3. A railroad company, in aid of whose road Congress grants land upon condition that it shall transport mails at such price as Congress may direct, and that until the price be thus fixed the Postmaster-General shall have power to determine the same, is (in the absence of con- tracts with the department for special service with unusual facilities or for determined periods) bound to transport mails (until Congress directs the rates) at such reasonable compensation as the Postmaster- General may from time to time prescribe; and the continuance by such company to transport mails after the expiration of the term of a written contract neither implies that it is, after the Postmaster- General has otherwise directed, to be paid the same rates for trans- portation which it was paid under the written contract, nor that the contract is renewed for any specific term for which contracts of the
Post-office Department may usually be made. Jacksonville, Pensacola, &c. Railroad v. United States, 626.

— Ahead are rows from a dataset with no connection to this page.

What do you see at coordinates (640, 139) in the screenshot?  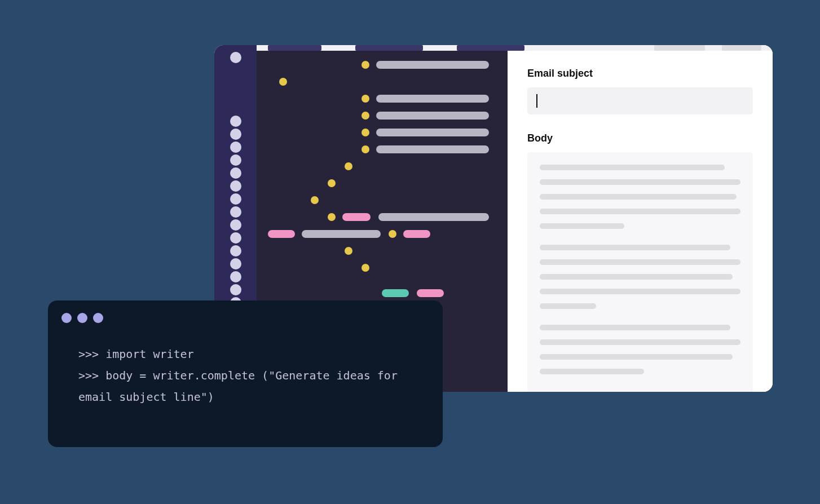 I see `email-body-label: Body` at bounding box center [640, 139].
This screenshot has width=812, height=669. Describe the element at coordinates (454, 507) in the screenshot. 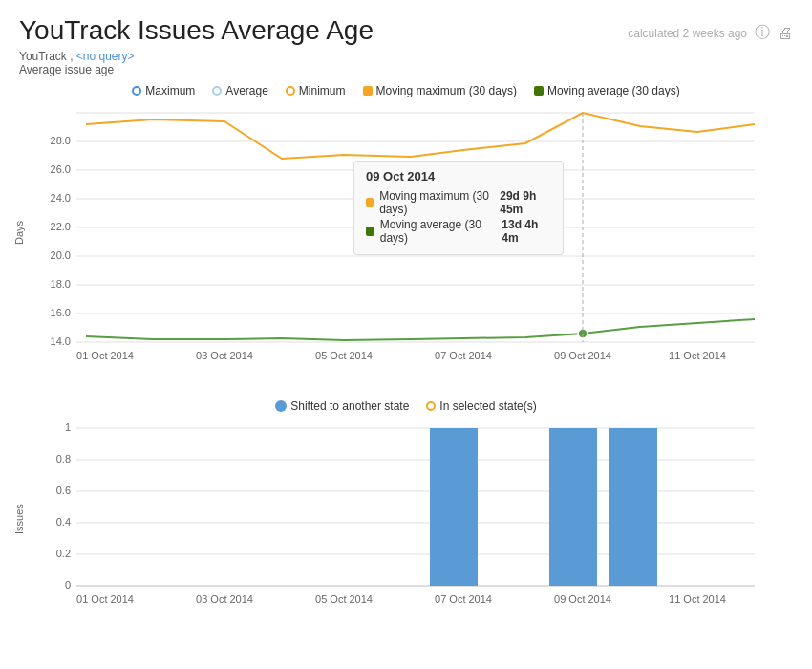

I see `bar-07oct` at that location.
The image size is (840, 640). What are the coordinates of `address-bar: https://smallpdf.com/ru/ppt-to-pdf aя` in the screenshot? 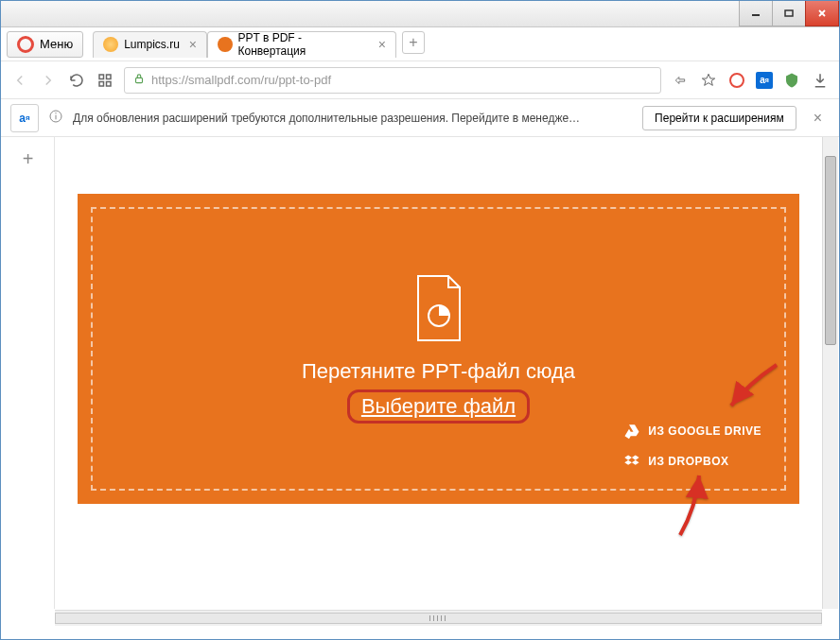 It's located at (420, 80).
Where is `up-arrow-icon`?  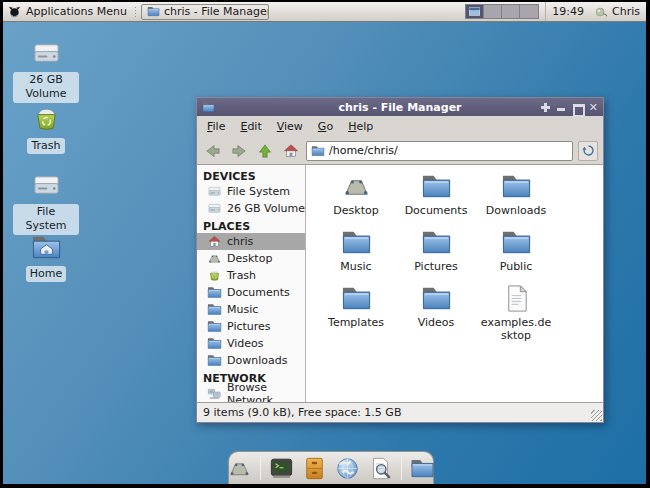 up-arrow-icon is located at coordinates (265, 151).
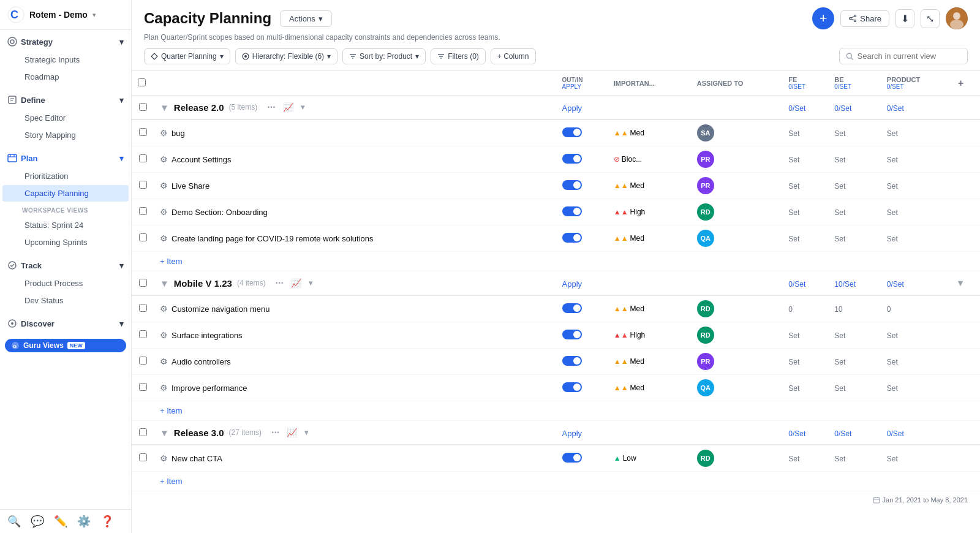 The height and width of the screenshot is (533, 980). I want to click on track-section-header: Track ▾, so click(66, 265).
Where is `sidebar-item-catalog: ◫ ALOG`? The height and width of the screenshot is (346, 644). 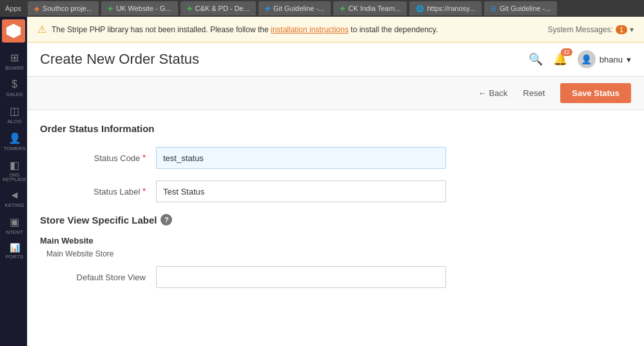 sidebar-item-catalog: ◫ ALOG is located at coordinates (14, 115).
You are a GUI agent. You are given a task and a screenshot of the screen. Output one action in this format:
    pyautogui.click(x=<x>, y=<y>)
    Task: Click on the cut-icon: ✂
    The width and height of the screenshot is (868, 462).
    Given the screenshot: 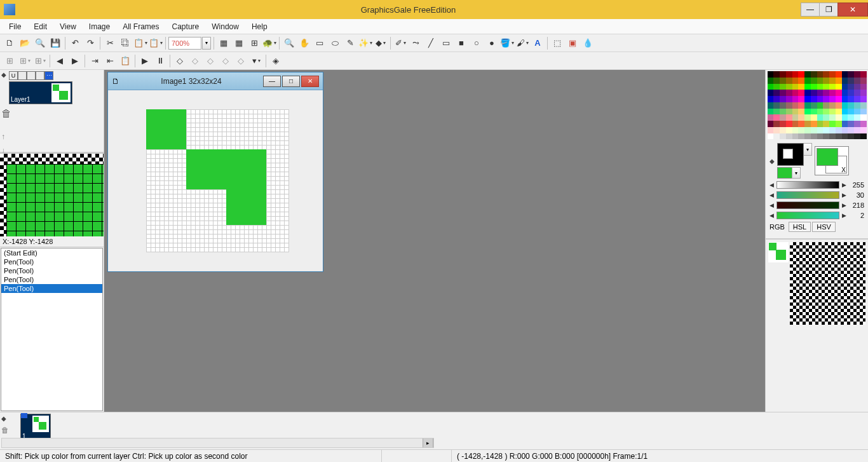 What is the action you would take?
    pyautogui.click(x=110, y=43)
    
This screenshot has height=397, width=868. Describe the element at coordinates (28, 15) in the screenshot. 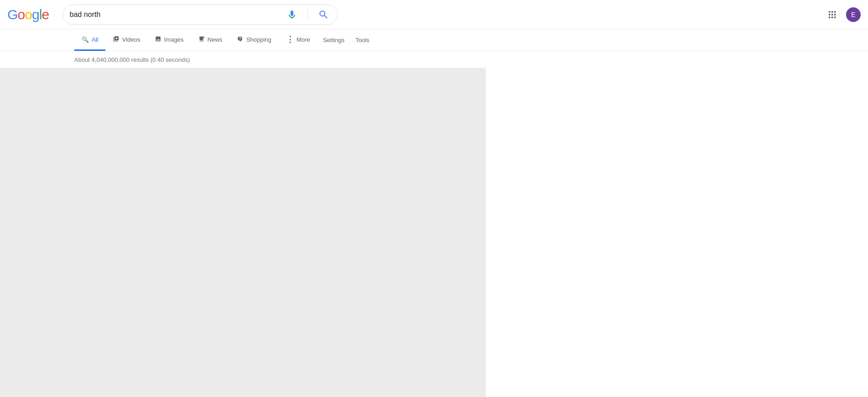

I see `google-logo-area: Google` at that location.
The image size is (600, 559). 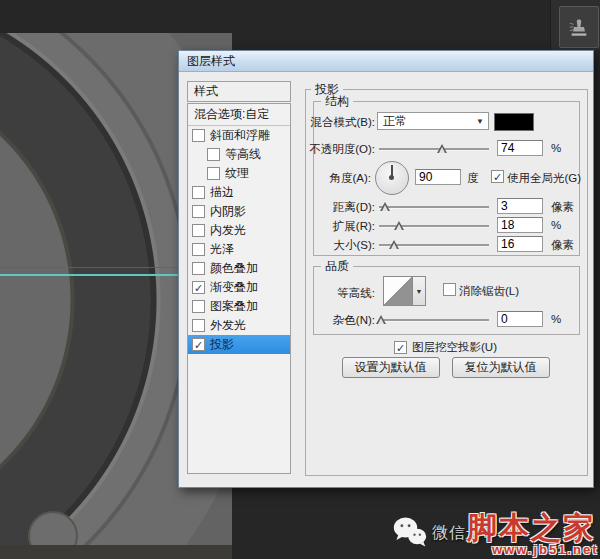 What do you see at coordinates (381, 320) in the screenshot?
I see `noise-slider-thumb` at bounding box center [381, 320].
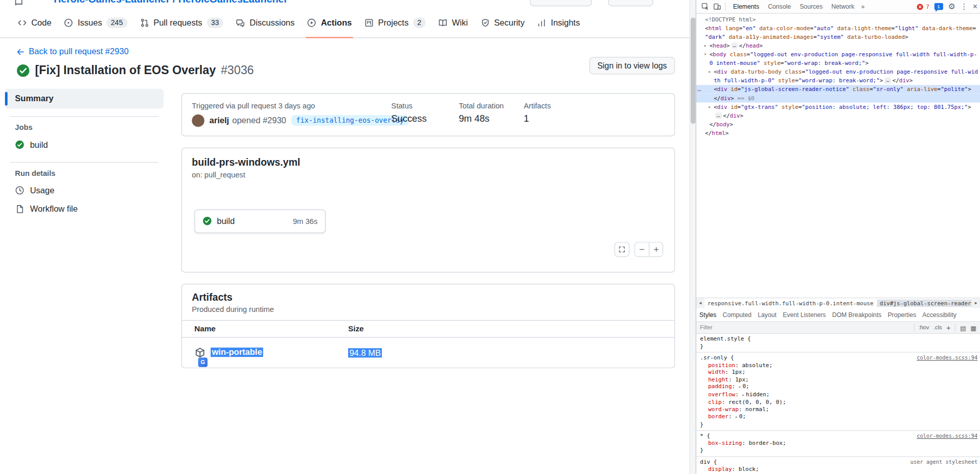 The height and width of the screenshot is (474, 980). What do you see at coordinates (181, 22) in the screenshot?
I see `tab-pull-requests: Pull requests33` at bounding box center [181, 22].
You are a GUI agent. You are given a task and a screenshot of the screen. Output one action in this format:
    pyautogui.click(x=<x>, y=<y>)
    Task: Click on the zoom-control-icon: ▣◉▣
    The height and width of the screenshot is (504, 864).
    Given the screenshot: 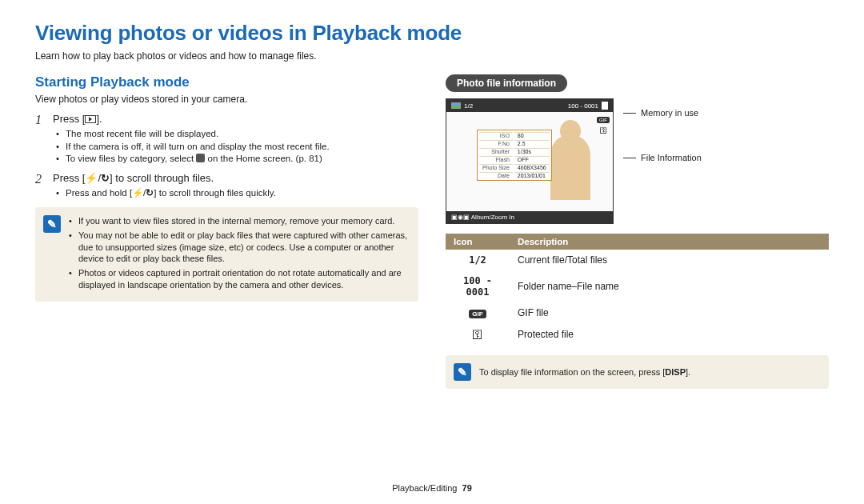 What is the action you would take?
    pyautogui.click(x=461, y=218)
    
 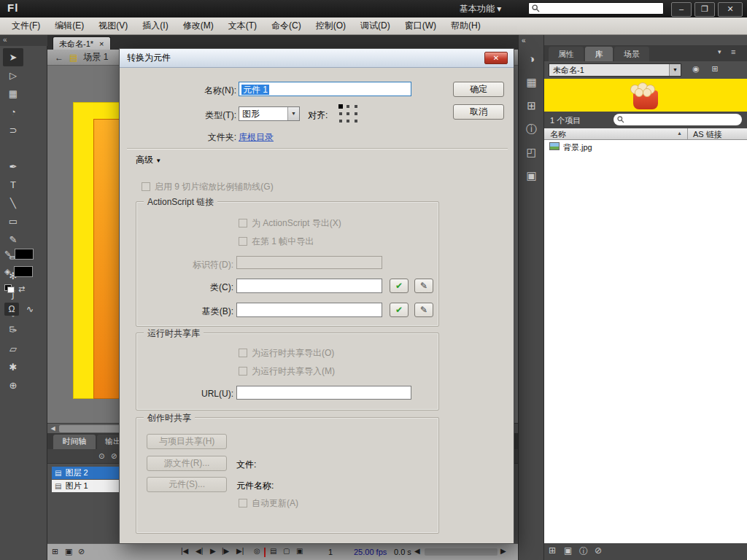 What do you see at coordinates (207, 187) in the screenshot?
I see `scale9-checkbox: 启用 9 切片缩放比例辅助线(G)` at bounding box center [207, 187].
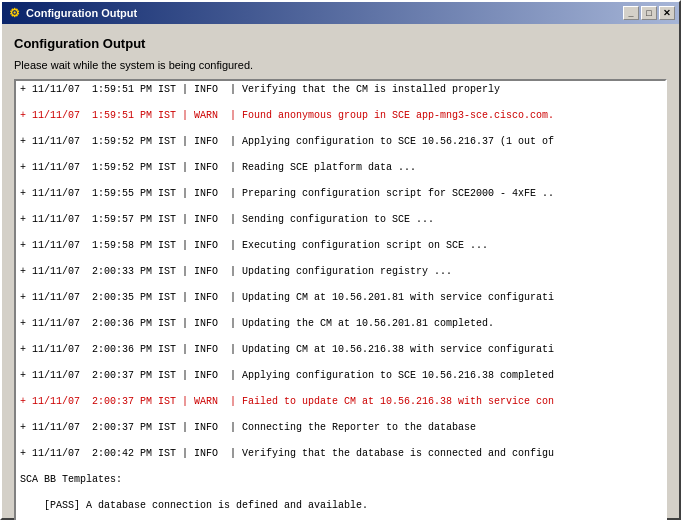 The image size is (681, 520). I want to click on log-line: + 11/11/07 1:59:55 PM IST | INFO | Prepa…, so click(340, 194).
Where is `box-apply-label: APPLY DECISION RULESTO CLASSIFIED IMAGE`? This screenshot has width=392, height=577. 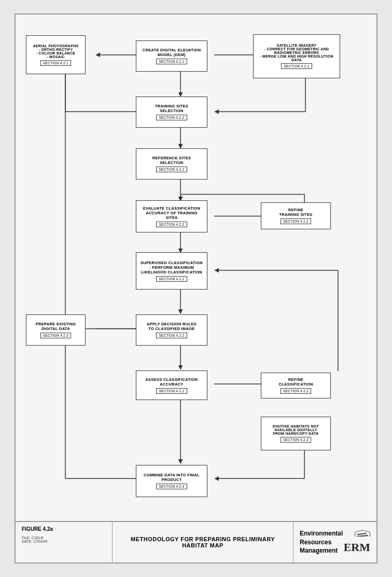 box-apply-label: APPLY DECISION RULESTO CLASSIFIED IMAGE is located at coordinates (172, 326).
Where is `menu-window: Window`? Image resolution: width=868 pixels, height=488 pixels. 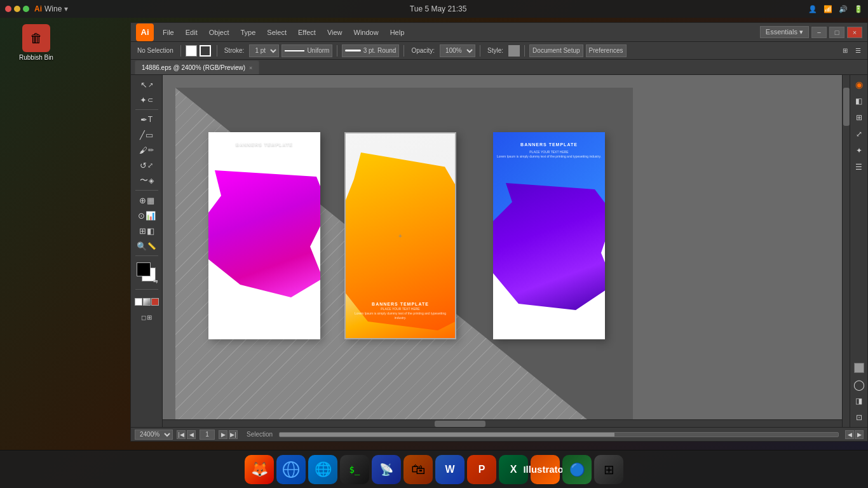 menu-window: Window is located at coordinates (366, 32).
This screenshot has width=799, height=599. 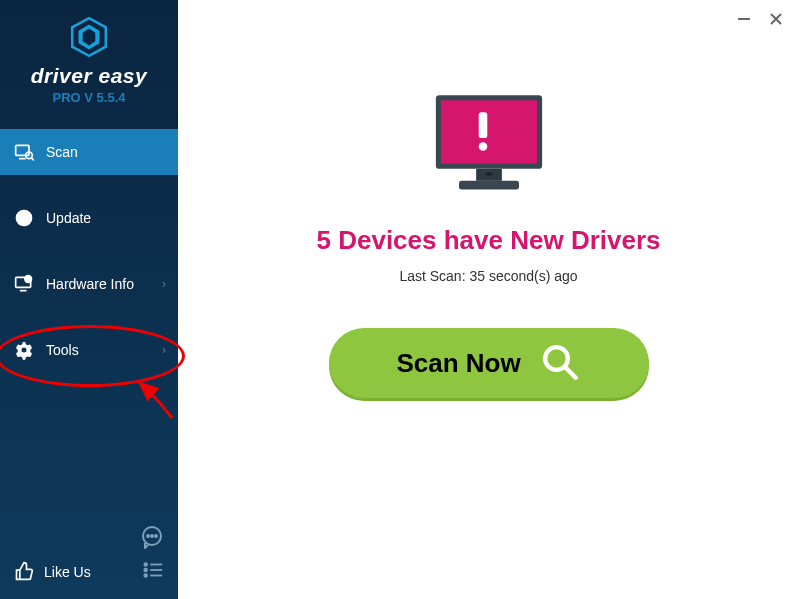 What do you see at coordinates (89, 37) in the screenshot?
I see `brand-logo-icon` at bounding box center [89, 37].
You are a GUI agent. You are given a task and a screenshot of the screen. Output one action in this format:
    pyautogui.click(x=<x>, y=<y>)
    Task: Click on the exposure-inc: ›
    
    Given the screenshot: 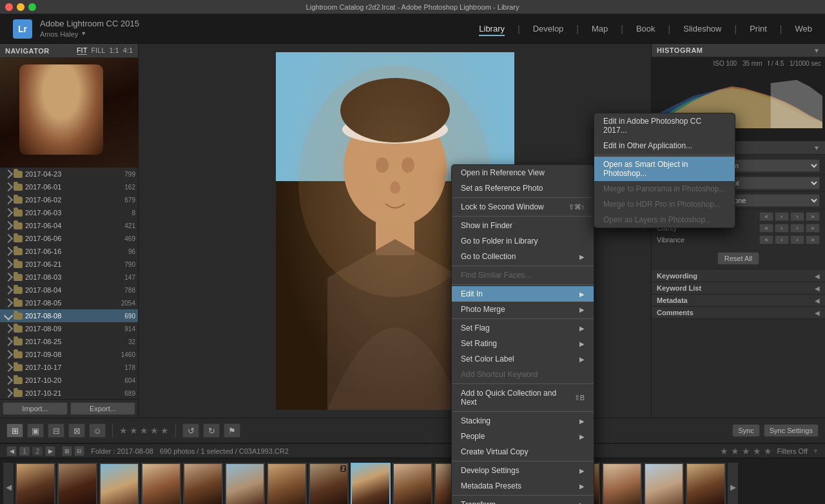 What is the action you would take?
    pyautogui.click(x=797, y=217)
    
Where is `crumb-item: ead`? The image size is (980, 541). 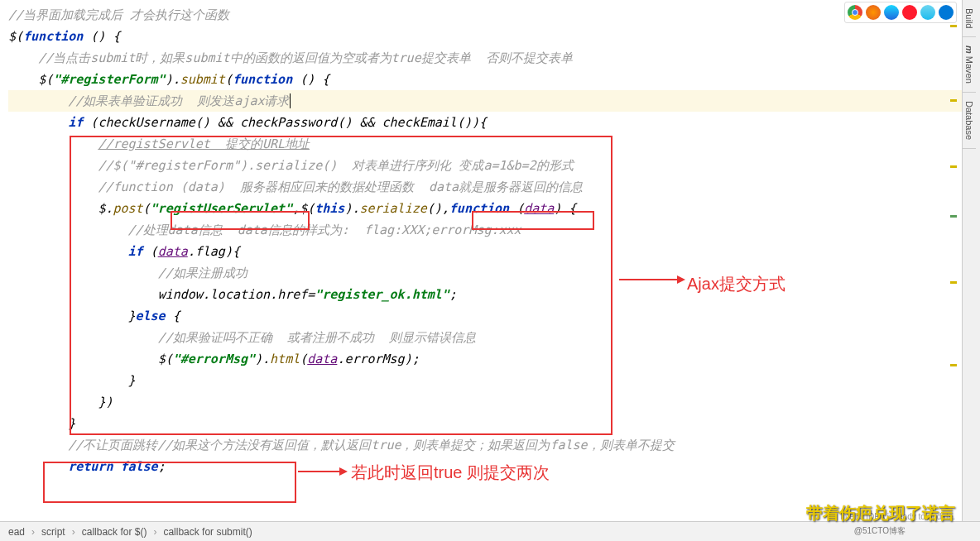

1. A meeting in one of several States of the stockholders of a corporation chartered by all those States is valid in respect to the property of the corporation in all of them, without the necessity of the repetition of the meeting in any other of those States. Graham v. Boston, Hartford
& Erie Railroad Co., 161.
2. A corporation is responsible for acts done by its agent, whether in con- tractu or in delicto, in the course of its business and of their employ- ment, as an individual is responsible under similar circumstances. Salt Lake City v. Hollister, 256.
3. The distinction pointed out between actions arising on contracts made by a corporation in excess of its corporate powers, and actions against corporations for injuries caused by tortious acts done by its agents in the course of its business and of their employment, in excess of their powers. Ib.
At a trial by jury in a court of the United States the judge may express his opinion upon the facts; the expression of such an opinion, when no rule of law is incorrectly stated, and all matters of fact are ulti- mately submitted to the determination of the jury, cannot be reviewed by writ of error; and the powers of the courts of the United States in this respect are not controlled by State statutes forbidding judges to express any opinion upon the facts. Vicksburg & Meridian Railroad v. Putnam, 545.